First, the Wall Street Journal warned that tariffs would prevent the working class from buying $64,000 SUVs. Then Axios warned about the impact on French wine. Now, even more horrifyingly, behold the impact on… Italian pasta.
Your favorite Italian-origin fusilli and macaroni are poised to disappear from U.S. supermarket shelves.
Italy’s biggest pasta exporters say import and antidumping duties totaling 107% on their pasta brands will make doing business in America too costly and are preparing to pull out of U.S. stores as soon as January. The combined tariffs are among the steepest faced by any product targeted by the Trump administration.
“It’s an incredibly important market for us,” said Giuseppe Ferro, La Molisana’s chief executive, whose family-run pasta factory sits on the edge of the southern Italian town of Campobasso. “But no one has those kinds of margins,” he said, shaking his head as the sweet, nutty smell of freshly ground wheat berries permeated his factory.
The U.S. Commerce Department has announced a 92% antidumping duty on pasta made in Italy by La Molisana and 12 other companies, which import the bulk of pasta from Italy to the U.S. That is on top of the Trump administration’s 15% tariff on imports from the European Union.
Personally, I just buy the store brand or Barilla pasta, which is an Italian company, but whose products are usually made in America, depending on which is cheaper because we’re still living in the Biden economy. La Molisana pasta appears to be on the pricier side. I’m sure there are pasta lovers who want the real thing, at any price, but apparently not any price.
And the media keeps running stories about the tragedy of pasta producers who are all homespun folks making pasta with their hands while children play in the background with Don Corleone reclining in his rocking chair and sipping lemonade. It takes a lot to make the media love businessman, but the “lot” here is hating Trump.
“It’s a real pity,” laments Antonio Rummo of Donald Trump’s latest target in his ever-evolving tariff war: Italian pasta. Rummo is the sixth-generation grandson of the founder of Pasta Rummo, who opened a wheat mill in Benevento in southern Italy in 1846, using the family’s three horses to lug grain from the surrounding Campania region and Puglia to produce fresh pasta.
And they still make it with three horses too.
What the media isn’t telling you (shocking, I know, the idea that the media might leave something out, next thing you know Tucker will bring on an insane celebrity, cut all the footage of him being insane and then insist that “they” are trying to make you believe he’s insane, shortly before said celebrity shows up in a ski mask, anyway back to Italian pasta) is that the Commerce Department accused those companies (and their three horses) of violations.
La Molisana is actually considered one of the biggest Italian exporters and Commerce accused it of providing misleading information.
You can see the official findings here. And you can even imagine the “sweet, nutty smell of freshly ground wheat berries permeating” the paper while you read it.
Contrary to the media freakout…
1. Imposing punitive duties on Italian imported pasta is not likely to impact the average American consumer
2. This is a temporary measure to force compliance
3. The Europeans do this to us too
… but between the $64,000 SUVs, the French wine and the imported Italian pasta, how is a Democrat ‘public servant’ supposed to survive?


### TO DO
Please state how many lines in the records that follow include "FREQUENCY", with no other output.

[AVAILABLE RECORDS]

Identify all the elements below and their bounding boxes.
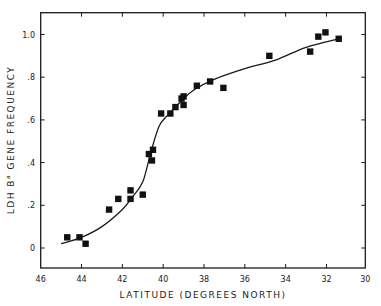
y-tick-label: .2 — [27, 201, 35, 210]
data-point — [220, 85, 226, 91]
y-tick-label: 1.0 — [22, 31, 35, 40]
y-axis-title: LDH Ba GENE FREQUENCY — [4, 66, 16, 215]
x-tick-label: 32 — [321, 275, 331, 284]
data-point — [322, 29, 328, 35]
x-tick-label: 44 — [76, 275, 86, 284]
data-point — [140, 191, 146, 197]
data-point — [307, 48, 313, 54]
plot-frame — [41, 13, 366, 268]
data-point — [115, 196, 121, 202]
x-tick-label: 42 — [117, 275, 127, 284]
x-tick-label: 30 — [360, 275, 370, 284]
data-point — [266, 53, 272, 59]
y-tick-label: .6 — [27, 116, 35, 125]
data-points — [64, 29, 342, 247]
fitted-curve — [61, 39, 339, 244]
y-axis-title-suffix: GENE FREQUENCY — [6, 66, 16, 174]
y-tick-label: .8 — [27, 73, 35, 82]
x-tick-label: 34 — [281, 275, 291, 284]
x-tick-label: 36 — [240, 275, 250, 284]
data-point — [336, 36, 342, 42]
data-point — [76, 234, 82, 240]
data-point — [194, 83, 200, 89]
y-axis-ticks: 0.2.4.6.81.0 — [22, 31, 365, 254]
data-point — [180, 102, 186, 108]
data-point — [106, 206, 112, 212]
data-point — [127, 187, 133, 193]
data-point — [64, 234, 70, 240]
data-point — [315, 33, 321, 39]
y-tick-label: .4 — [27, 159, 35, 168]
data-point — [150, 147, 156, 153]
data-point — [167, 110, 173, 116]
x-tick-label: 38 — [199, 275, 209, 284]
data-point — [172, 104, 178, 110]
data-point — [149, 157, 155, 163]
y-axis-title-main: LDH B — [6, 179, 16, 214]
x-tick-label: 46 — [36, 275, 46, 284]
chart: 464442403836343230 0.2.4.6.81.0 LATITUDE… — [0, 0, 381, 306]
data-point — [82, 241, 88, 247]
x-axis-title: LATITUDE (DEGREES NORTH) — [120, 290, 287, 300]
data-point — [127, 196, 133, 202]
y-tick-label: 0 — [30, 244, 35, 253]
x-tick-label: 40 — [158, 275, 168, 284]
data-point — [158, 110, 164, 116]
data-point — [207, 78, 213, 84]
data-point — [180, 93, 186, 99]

[/AVAILABLE RECORDS]
[AVAILABLE RECORDS]

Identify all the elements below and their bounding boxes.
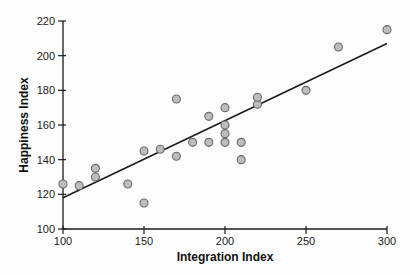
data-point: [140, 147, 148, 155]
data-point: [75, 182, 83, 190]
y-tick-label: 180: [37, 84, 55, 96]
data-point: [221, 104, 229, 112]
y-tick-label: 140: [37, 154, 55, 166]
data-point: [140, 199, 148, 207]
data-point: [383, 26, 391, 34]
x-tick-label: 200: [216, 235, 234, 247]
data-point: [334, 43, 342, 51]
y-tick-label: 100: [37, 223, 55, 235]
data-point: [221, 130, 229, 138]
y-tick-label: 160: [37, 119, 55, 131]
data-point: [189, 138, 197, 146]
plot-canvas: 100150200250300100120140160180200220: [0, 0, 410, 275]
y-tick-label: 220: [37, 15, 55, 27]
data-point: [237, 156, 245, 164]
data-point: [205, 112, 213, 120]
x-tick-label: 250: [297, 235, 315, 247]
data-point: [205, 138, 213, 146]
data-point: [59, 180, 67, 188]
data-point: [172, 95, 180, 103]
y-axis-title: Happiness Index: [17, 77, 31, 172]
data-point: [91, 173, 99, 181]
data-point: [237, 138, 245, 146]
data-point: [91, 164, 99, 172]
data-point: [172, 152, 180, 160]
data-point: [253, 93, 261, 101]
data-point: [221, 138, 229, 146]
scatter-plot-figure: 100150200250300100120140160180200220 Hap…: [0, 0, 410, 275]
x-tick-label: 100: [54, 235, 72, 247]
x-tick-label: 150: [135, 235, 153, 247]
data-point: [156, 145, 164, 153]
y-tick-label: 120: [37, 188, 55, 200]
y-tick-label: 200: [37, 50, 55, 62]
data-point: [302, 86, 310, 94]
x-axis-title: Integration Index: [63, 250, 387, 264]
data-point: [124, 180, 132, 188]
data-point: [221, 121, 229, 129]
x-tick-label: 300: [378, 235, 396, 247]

[/AVAILABLE RECORDS]

### SOLUTION BELOW
2